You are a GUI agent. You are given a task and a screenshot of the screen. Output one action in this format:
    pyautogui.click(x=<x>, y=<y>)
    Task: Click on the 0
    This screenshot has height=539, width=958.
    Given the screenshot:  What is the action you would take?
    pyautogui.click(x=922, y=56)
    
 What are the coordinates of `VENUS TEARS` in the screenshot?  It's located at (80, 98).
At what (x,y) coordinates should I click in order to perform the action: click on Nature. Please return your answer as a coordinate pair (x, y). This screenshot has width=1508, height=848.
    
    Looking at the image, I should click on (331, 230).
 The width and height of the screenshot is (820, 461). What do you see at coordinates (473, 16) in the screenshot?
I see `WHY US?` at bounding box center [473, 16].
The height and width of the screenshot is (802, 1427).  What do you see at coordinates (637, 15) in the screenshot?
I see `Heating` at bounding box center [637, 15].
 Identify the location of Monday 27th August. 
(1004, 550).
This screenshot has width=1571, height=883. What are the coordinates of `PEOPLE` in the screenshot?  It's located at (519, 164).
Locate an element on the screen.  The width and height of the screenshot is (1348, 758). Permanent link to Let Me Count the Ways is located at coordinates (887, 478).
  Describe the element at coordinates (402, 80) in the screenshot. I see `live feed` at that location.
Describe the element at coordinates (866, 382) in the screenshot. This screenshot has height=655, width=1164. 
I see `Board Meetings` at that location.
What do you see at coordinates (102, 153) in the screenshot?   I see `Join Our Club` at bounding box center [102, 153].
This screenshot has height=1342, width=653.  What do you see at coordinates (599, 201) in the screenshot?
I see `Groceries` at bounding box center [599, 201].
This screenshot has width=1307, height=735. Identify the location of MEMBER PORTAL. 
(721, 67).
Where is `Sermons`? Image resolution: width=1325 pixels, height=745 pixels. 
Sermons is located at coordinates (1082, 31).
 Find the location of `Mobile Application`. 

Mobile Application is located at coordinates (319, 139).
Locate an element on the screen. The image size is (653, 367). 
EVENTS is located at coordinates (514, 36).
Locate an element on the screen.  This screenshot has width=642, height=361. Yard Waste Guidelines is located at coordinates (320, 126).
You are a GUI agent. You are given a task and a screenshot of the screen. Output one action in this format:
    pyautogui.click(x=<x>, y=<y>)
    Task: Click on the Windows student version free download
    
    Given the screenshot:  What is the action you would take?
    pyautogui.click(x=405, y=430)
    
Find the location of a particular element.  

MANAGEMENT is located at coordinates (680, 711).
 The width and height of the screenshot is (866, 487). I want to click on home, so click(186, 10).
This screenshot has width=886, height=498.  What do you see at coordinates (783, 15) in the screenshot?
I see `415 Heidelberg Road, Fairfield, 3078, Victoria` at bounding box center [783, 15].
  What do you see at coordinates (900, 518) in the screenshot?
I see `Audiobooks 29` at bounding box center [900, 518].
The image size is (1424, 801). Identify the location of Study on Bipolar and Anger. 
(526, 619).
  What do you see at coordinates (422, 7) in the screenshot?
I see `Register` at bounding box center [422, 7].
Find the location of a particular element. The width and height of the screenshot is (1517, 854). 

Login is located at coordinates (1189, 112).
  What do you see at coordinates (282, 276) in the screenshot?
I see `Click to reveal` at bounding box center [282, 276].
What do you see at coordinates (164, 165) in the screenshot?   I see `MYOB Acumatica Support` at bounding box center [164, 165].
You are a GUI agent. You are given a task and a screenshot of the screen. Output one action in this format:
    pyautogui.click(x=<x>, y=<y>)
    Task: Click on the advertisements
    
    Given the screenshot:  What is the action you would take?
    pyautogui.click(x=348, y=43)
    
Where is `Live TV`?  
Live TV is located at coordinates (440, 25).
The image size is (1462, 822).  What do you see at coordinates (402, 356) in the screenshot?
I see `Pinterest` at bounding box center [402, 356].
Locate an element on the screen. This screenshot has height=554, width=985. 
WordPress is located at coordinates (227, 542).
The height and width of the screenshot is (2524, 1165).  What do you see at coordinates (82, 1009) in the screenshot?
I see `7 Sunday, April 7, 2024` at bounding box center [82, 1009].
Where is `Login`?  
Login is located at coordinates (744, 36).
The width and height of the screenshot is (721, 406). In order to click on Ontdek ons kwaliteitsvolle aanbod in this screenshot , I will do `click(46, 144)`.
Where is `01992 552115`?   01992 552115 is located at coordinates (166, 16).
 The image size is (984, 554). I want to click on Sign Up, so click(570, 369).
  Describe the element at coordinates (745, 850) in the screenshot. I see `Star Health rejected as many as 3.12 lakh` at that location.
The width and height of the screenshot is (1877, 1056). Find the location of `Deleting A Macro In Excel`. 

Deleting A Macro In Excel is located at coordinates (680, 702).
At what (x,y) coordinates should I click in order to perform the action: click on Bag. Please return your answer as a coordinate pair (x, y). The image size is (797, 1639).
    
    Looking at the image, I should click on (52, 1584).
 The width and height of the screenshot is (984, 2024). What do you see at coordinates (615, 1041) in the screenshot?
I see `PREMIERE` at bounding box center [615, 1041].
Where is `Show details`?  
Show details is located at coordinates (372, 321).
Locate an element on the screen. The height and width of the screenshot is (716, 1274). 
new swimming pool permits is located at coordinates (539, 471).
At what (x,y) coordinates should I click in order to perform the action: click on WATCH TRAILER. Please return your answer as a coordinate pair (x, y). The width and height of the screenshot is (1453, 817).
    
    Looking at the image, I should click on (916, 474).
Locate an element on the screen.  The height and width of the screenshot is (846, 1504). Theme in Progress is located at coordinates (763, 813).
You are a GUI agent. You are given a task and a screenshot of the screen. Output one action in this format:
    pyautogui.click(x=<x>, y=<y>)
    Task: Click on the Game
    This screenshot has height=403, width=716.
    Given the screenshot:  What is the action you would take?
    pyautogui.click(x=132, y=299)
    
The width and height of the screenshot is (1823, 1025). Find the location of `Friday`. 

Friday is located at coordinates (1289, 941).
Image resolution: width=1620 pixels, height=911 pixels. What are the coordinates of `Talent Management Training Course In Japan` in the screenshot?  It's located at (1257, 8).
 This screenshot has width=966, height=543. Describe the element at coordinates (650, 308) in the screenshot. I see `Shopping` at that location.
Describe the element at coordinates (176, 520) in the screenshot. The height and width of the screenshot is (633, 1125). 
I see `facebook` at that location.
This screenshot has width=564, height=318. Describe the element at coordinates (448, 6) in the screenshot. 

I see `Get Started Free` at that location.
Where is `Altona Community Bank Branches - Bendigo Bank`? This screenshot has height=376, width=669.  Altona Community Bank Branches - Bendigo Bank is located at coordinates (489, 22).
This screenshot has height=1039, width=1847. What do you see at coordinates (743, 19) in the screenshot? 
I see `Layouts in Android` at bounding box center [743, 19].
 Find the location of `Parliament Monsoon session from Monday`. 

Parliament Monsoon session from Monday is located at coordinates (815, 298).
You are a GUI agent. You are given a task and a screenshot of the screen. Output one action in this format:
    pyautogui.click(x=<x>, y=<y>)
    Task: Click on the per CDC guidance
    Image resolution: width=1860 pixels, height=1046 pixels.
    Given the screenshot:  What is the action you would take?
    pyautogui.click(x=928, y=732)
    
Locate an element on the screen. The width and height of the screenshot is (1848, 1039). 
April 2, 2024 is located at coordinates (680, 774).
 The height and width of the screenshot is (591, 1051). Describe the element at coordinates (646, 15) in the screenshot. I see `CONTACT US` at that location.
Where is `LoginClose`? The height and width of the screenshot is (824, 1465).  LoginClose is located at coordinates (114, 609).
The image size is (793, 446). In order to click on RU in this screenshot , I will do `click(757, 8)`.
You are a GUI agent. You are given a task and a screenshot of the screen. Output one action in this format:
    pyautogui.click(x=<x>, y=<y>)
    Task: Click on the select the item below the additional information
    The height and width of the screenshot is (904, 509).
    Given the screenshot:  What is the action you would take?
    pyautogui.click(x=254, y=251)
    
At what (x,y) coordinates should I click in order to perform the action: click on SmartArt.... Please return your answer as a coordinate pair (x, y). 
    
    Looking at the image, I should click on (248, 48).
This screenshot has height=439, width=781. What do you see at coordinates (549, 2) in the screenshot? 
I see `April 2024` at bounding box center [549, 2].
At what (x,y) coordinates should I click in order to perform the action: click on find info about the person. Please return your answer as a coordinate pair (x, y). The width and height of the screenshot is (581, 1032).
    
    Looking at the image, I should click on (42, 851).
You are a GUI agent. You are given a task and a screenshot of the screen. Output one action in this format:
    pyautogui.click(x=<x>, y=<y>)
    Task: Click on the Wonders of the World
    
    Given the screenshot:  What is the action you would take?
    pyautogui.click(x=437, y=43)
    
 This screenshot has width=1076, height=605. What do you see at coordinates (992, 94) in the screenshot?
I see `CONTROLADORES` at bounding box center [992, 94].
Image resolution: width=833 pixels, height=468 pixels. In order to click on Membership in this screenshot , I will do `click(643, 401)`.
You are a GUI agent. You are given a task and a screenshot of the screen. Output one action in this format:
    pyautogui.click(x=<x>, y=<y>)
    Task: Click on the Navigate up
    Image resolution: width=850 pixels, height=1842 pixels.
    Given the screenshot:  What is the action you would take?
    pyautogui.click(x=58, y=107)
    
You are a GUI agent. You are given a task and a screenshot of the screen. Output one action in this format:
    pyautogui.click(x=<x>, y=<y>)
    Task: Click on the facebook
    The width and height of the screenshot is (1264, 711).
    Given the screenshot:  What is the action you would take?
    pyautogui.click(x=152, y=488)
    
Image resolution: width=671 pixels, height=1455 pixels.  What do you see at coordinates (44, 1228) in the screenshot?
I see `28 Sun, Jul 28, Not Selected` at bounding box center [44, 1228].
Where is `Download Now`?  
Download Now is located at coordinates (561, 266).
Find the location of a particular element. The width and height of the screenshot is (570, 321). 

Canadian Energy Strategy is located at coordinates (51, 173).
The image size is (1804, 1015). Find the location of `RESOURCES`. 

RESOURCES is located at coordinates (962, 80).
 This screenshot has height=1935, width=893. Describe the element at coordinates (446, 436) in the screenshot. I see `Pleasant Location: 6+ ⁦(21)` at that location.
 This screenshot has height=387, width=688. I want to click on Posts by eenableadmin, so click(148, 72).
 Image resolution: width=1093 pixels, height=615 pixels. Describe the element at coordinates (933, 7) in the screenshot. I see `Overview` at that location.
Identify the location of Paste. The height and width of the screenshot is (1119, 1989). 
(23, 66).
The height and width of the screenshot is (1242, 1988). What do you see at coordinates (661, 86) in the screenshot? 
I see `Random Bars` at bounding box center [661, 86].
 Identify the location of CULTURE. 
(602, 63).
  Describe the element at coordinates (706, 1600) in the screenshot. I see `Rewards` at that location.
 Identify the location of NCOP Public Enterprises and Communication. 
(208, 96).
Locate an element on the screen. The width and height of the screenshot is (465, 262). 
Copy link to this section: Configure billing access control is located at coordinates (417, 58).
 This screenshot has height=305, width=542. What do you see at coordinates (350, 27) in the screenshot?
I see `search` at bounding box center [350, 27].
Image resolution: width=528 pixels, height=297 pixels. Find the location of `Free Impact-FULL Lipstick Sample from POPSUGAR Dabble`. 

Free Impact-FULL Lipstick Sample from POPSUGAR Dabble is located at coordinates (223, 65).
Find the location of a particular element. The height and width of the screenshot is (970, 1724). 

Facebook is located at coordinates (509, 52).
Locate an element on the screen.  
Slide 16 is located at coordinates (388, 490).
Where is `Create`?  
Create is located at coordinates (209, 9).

════════════════

**How to complete this task:** The line containing "Identify the location of NCOP" and all lines after it, through the last line of the data, should be retyped exactly.

**Output of the exercise:**
 Identify the location of NCOP Public Enterprises and Communication. 
(208, 96).
Locate an element on the screen. The width and height of the screenshot is (465, 262). 
Copy link to this section: Configure billing access control is located at coordinates (417, 58).
 This screenshot has height=305, width=542. What do you see at coordinates (350, 27) in the screenshot?
I see `search` at bounding box center [350, 27].
Image resolution: width=528 pixels, height=297 pixels. Find the location of `Free Impact-FULL Lipstick Sample from POPSUGAR Dabble`. 

Free Impact-FULL Lipstick Sample from POPSUGAR Dabble is located at coordinates (223, 65).
Find the location of a particular element. The height and width of the screenshot is (970, 1724). 

Facebook is located at coordinates (509, 52).
Locate an element on the screen.  
Slide 16 is located at coordinates (388, 490).
Where is `Create`?  
Create is located at coordinates (209, 9).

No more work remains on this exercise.